Framework

Dunford's 10-Step Positioning Process

April Dunford's systematic process for positioning a product by starting from competitive alternatives and building outward to a market category and relevant trend.

What It Is

April Dunford's 10-step positioning process is a systematic method for defining how a product is perceived relative to alternatives. Rather than starting with a tagline or mission statement, it begins by identifying what customers would do if your product did not exist, then builds outward through unique value, best-fit customers, and market category. It was introduced in Obviously Awesome (2019).

When to Use It

  • When your product exists but customers frequently misunderstand what it does or who it is for.
  • When you are entering a new market or repositioning after a pivot.
  • When sales cycles are long or confusing because prospects compare you to the wrong alternatives.
  • When marketing messaging feels vague and interchangeable with competitors.
  • Not for pre-product ideation — you need a real product with real customers to run this process.

How It Works

  1. Form a positioning team. Include founders/leadership, product, marketing, and sales. Positioning is a cross-functional strategic decision, not a solo copywriting exercise.

  2. List your competitive alternatives. What would customers do if you did not exist? This includes direct competitors, spreadsheets, manual processes, hiring an intern, or doing nothing.

  3. Identify unique attributes. What features or capabilities do you have that the alternatives lack? Be specific and honest — list only what is genuinely different.

  4. Map attributes to customer value. For each unique attribute, answer: "So what? What does this enable for the customer?" Translate features into outcomes (saves time, reduces risk, increases revenue).

  5. Identify your best-fit customers. Which customer segments care most about the value you mapped in step 4? These are the people for whom your unique strengths matter the most.

  6. Find your market frame of reference. What market category makes your value obvious to your best-fit customers? Choosing the right category sets buyer expectations and determines which alternatives they compare you against.

  7. Layer on a relevant trend (optional). If a credible market trend makes your positioning more compelling and urgent, reference it. Do not force this — a fake trend weakens credibility.

  8. Capture the positioning. Document it in a positioning statement that includes: competitive alternatives, unique attributes, value, best-fit customers, and market category.

  9. Share with the broader team. Present the positioning to the full organization. Everyone — support, engineering, executives — needs to understand the strategic context.

  10. Translate into a sales narrative. Turn the positioning into a story structure for sales conversations: start with the market context, introduce the problem, present your unique approach, show proof, and close with the offer.

Key Principles

  • Positioning is context-setting, not messaging. It determines the frame through which customers evaluate you. Messaging and taglines are downstream outputs.
  • Start from competitive alternatives, not your vision. Your positioning exists in the customer's mind relative to what else they could do. If you skip this step, you are positioning in a vacuum.
  • Best-fit customers first, then expand. Nail positioning for the segment that loves you before trying to appeal to everyone. Broad positioning is weak positioning.
  • Market category is a strategic choice. You can often position the same product in different categories. Pick the one that makes your value most obvious.
  • Revisit when context changes. New competitors, market shifts, or major product changes all warrant re-running the process.

Common Mistakes

  • Starting with a tagline. Writing a clever tagline before doing the analytical work produces positioning that sounds good but does not resonate with buyers.
  • Choosing a market category based on aspiration. Putting yourself in a category where you cannot credibly compete (e.g., calling yourself an "enterprise platform" when you have five customers) confuses buyers and invites unfavorable comparisons.
  • Doing it alone. Positioning done by marketing in isolation gets ignored by sales and misunderstood by product. It must be a cross-functional exercise.

Source

April Dunford, Obviously Awesome (2019), Chapters 5-10. Each chapter covers one or two steps in detail with examples from B2B and B2C companies.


**Work instructions**. For the entries below, report the number of lines containing "tidal", without any other content.

──────────

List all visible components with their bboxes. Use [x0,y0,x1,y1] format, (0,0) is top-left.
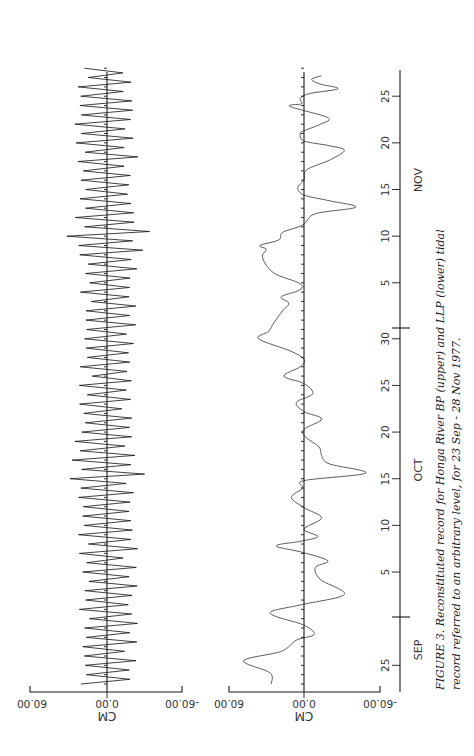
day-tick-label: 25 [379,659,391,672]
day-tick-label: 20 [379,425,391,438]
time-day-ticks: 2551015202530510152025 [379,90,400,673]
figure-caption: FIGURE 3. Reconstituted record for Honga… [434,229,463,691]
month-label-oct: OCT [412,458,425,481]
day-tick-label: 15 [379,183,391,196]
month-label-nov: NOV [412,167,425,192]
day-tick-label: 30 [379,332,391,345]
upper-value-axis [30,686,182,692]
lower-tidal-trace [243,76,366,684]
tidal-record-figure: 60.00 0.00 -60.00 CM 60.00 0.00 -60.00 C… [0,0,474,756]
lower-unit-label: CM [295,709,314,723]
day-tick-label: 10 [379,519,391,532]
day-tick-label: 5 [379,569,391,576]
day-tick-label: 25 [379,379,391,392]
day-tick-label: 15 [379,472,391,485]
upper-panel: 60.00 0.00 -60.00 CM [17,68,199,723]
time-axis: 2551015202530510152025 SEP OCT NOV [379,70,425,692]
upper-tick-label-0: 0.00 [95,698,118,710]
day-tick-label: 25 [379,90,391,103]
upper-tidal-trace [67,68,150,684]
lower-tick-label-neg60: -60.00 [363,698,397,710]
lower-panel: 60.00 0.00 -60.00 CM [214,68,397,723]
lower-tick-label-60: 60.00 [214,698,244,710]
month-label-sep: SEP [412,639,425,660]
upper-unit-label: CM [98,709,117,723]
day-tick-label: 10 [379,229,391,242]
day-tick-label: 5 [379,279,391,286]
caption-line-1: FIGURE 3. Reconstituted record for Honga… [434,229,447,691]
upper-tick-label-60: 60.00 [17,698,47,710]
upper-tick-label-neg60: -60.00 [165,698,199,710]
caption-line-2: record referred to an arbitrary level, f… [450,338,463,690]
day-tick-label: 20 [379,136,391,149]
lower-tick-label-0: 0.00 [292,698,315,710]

──────────

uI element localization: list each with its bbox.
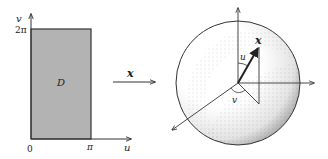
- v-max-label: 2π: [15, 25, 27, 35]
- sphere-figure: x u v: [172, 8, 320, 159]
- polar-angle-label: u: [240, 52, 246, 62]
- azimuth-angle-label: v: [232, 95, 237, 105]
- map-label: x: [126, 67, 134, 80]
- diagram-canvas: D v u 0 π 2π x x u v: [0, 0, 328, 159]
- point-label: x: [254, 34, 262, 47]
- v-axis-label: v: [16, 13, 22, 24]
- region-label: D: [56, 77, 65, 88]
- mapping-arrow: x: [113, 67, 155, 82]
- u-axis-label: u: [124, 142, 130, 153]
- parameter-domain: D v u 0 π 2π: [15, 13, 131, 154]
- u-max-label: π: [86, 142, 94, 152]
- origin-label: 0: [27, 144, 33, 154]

──────────

**Solved problem**. 3